Who are you to say that? Is the invisible hand prescriptive now? What if I value fair treatment over marginal nominal compensation? What if I don't know how much to ask for when I'm looking for work because I'm so underpaid that my perception of the market is fucked?


> why should they pay me less or more dependent on variables external to my actual work.

They won’t pay you more in the long term. In the short term, they may be trying out candidates willing to work for cheaper. If they notice cheaper employees are available and providing the same utility, then I would bet the more expensive employees are on the chopping block.


> you aren't paid according to the value you bring

As soon as you cost more than the value you bring, the business will lost interest in keeping you anyway.


> The company pays you $$$ in exchange for your time and talent. That's the deal.

I'd disagree. They pay me for a specific amount and type of output, the same way they would for a new piece of machinery. It's not indentured servitude; they don't own me. If they just owned me, I wouldn't charge different rates for different things. A salary doesn't change that - a salary is just your assurance of my availability.


> I would consider myself the most important member of my team but would guess I am making a median salary on it

so either you're not as important as you think you are, or you're being ripped off salary-wise. Both are reasons to move tbh.

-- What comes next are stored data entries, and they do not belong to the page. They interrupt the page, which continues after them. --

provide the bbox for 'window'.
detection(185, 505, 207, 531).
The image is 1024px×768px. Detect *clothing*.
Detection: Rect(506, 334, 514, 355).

> You're worth what someone is willing to pay you.

Or you're worth what the value of your work is. There are different ways to define this.

Are things that are free automatically worthless?

The idea that you become more valuable to your old employer only once there's another employer willing to hire you, is bizarre. Your work for your old employer doesn't change. How can your value suddenly change? Your old employer was clearly underpaying you because they could afford to. Only when you get other options, are they forced to pay you what you're worth.


>You are not identically valuable to all companies

This is very true and certainly affects the very theoretically top limit of the job offer. But when deciding compensation the actual calculation is only remotely based on the value the employee brings your particular problem.

In practice an offer is mostly based on the employee's current market value (ie how easy it is to get someone cheaper) and how much he is currently making (ie the minimum amount I can offer and still get him to accept) and some social acumen around ability to negotiate a salary.

So yes, when you change jobs your salary is more likely to rise if an organization can use you more effectively. But it will always max out based on how easy you are to replace. This and only this is the pay you will eventually reach if you change jobs enough. And that has no connection to the value you produce but is solely connect to the number of people with your skill vs number of openings.


> Stop accepting low salaries

Ok, now I'm unemployed, then what?

Salaries are determined by how much they'd need to pay someone else to replace you. It's an auction, not something you can set yourself by being stubborn.